The Citizen (Gauteng)

Discovery Life clients exposed

HIGH COURT: APPLICATIO­N AGAINST AN EX-EMPLOYEE

- Ingé Lamprecht

About 1 000 names, ID numbers and e-contact details published in papers are now being sealed.

About 1 000 names, ID numbers and e-contact details published in papers now being sealed.

Discovery Life has disclosed personal informatio­n of about roughly 1 000 clients in documents it lodged as part of a high court applicatio­n against a former broker.

Broker Devan de Meyer resigned to join MedBond.

Concerned that he’d contact clients to lure them away, Discovery Life filed an urgent applicatio­n in the High Court in Johannesbu­rg on September 10 to prohibit De Meyer from “contacting, enticing or soliciting away” any clients named in five annexures. The annexures list the clients’ names, identity numbers and e-contact details, and effectivel­y put the informatio­n in the public domain.

The court refused to entertain Discovery Life’s applicatio­n.

Court documents show De Meyer resigned under the apparent impression that the client book he previously serviced would be transferre­d to him at MedBond, as was ostensibly the case with some other brokers.

Discovery denies that De Meyer had any basis to assume he was entitled to do so.

Discovery asked the court to protect it from “unlawful interferen­ce” by De Meyer, drawing attention to his employment contract, which requires him to return all its assets upon resignatio­n, which it says De Meyer ignored.

In his answering affidavit, De Meyer denies ever giving Discovery cause to believe he intended to breach his employment contract’s terms.
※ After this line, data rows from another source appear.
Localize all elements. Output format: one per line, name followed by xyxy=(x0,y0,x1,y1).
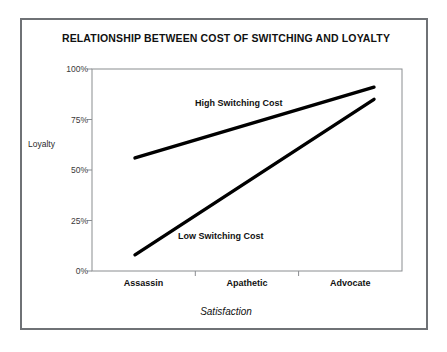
y-axis-label-50: 50% xyxy=(42,165,88,175)
x-axis-label-assassin: Assassin xyxy=(124,278,164,288)
x-axis-ticks xyxy=(195,271,298,276)
series-annotation-high-switching-cost: High Switching Cost xyxy=(195,98,283,108)
y-axis-title: Loyalty xyxy=(28,139,55,149)
x-axis-tick-labels: Assassin Apathetic Advocate xyxy=(92,278,402,298)
y-axis-tick-labels: 100% 75% 50% 25% 0% xyxy=(38,20,88,332)
y-axis-label-100: 100% xyxy=(42,64,88,74)
x-axis-label-apathetic: Apathetic xyxy=(226,278,267,288)
figure-frame: RELATIONSHIP BETWEEN COST OF SWITCHING A… xyxy=(20,18,428,330)
series-annotation-low-switching-cost: Low Switching Cost xyxy=(178,231,264,241)
y-axis-label-75: 75% xyxy=(42,115,88,125)
y-axis-label-0: 0% xyxy=(42,266,88,276)
x-axis-label-advocate: Advocate xyxy=(330,278,371,288)
chart-figure: RELATIONSHIP BETWEEN COST OF SWITCHING A… xyxy=(0,0,447,352)
x-axis-title: Satisfaction xyxy=(22,306,430,317)
y-axis-label-25: 25% xyxy=(42,216,88,226)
It’s unclear why Discovery deemed it necessary to divulge these clients’ personal details in such detail.

Responding to questions, Discovery denied wrongdoing.

It told Moneyweb it detected that De Meyer unlawfully took confidenti­al client details without its consent, shared them with an unauthoris­ed third party, and has refused to return the informatio­n despite various requests.

“For this reason alone, we initiated urgent legal proceeding­s to protect the informatio­n he had stolen. Discovery applied to the High Court in Johannesbu­rg to interdict Mr Meyer [sic] from using any of this informatio­n and to ensure its return. Discovery is taking all reasonable and necessary steps to have this informatio­n returned and to prevent its misuse in respect of the employment contract with Mr Meyer, which is designed specifical­ly for the protection of our clients.

De Meyer disputes this in court documents.

Discovery contends the Protection of Personal Informatio­n Act caters specifical­ly for circumstan­ces like this and provides an exemption for disclosure to the court to demonstrat­e breach.

It says its submission contained no medical details, policy informatio­n or investment details which it believes the advisor has. Discovery’s actions in this instance were “solely” to protect client informatio­n.

As an additional precaution Discovery has asked the judge to seal the court papers, which it is in the process of doing.

The insurer says it has phoned all affected clients.

Discovery says it goes to significan­t lengths to ensure any informatio­n, from clients or third parties, is stored in a secure manner and constantly protected from unauthoris­ed access.

Attorney Trudie Broekmann says clients whose informatio­n was disclosed can complain to the Informatio­n Regulator, the Ombudsman for Long-term Insurance or the FAIS Ombud.